A Proverb That Refuses to Settle


After sifting through nearly two centuries of newspaper argument, weather reports, folk-lore reviews, and letters to editors from Greenock to Cambridge, a honest conclusion is that the question cannot be definitively resolved - and that this is, in its way, entirely appropriate for a proverb about unpredictability.


What can be said with confidence is this: the saying is very old, probably Scottish in origin, and in its original form almost certainly referred to the month rather than the blossom, since Scots do not call hawthorn "May." As it migrated south into England, the blossom reading became attractive - and arguably more useful - because the hawthorn comes into flower in April, providing an earlier and more practically helpful release from winter clothing than waiting until June. The extended version of the verse, with its "Button to chin / 'Till June be in," supports the monthly reading. But the blossom reading suits the English climate better.

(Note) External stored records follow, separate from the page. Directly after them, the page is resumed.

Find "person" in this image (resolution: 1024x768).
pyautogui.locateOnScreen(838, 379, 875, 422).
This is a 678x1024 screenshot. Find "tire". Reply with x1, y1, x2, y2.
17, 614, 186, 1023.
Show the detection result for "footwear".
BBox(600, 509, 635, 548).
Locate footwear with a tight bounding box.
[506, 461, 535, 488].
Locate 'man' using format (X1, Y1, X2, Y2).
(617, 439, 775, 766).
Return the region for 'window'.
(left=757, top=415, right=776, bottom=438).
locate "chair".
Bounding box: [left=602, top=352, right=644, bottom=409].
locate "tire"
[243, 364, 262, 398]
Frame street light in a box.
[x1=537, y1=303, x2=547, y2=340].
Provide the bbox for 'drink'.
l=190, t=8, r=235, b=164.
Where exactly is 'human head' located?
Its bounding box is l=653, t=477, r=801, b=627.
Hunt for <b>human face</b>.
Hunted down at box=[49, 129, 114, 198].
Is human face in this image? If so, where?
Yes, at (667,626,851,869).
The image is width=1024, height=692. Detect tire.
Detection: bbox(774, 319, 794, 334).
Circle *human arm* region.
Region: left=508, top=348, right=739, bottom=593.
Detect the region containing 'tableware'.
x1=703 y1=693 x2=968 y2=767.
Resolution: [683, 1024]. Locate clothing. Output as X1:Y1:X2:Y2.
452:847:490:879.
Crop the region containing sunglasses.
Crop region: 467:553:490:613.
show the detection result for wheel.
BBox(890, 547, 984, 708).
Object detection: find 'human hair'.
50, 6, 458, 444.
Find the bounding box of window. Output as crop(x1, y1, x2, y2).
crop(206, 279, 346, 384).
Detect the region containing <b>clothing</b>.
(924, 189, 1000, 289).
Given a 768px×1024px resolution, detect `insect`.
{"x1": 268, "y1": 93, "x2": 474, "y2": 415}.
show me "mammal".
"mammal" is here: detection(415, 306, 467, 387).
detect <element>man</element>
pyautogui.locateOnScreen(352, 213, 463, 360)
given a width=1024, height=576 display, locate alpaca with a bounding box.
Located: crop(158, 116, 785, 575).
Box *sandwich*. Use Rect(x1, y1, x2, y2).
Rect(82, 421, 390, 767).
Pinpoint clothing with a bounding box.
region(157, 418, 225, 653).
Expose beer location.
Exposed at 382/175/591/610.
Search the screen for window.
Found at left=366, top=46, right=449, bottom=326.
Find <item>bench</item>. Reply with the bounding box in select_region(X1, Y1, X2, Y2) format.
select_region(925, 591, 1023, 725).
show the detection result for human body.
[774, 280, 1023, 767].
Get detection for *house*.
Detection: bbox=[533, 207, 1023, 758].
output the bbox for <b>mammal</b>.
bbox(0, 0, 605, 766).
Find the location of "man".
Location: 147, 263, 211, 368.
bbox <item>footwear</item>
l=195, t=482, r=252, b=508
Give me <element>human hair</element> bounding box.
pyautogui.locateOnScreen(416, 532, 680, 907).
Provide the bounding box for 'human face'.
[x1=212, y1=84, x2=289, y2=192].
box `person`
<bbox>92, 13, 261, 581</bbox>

Perhaps the most satisfying gloss on the whole debate came, unwittingly, from a correspondent to the Greenock Telegraph in April 1902, who was complaining not about the proverb itself but about a government building whose heating had been switched off before the end of March: "There is a well known saying 'Ne'er cast a clout till May is out,'" he wrote, "and why fires in a place such as the writer refers to should be cut off before the end of March is more than his poor brain can fathom." The proverb, whatever its ultimate meaning, had clearly become a general warrant for the assertion that the cold is not yet over - and on that point, at least, everyone has always agreed.


- ✦ -


Sources drawn from British newspaper archives spanning 1846 to 1993, including the Westmorland Gazette, Montrose Standard, John o' Groat Journal, Elgin Courant, Stamford Mercury, Richmond & Ripon Chronicle, Echo (London), Greenock Advertiser, Cork Examiner, Greenock Telegraph, Northern Whig, Dundee Evening Telegraph, Halesworth Times, Daily Express, Coatbridge Leader, Leicester Chronicle, Gloucester Journal, Paisley Daily Express, Bath Chronicle, Sunday Post, Daily Mirror, Daily News, Baptist Times, Somerset Guardian, Westerham Herald, Birmingham Daily Post, and Leven Mail.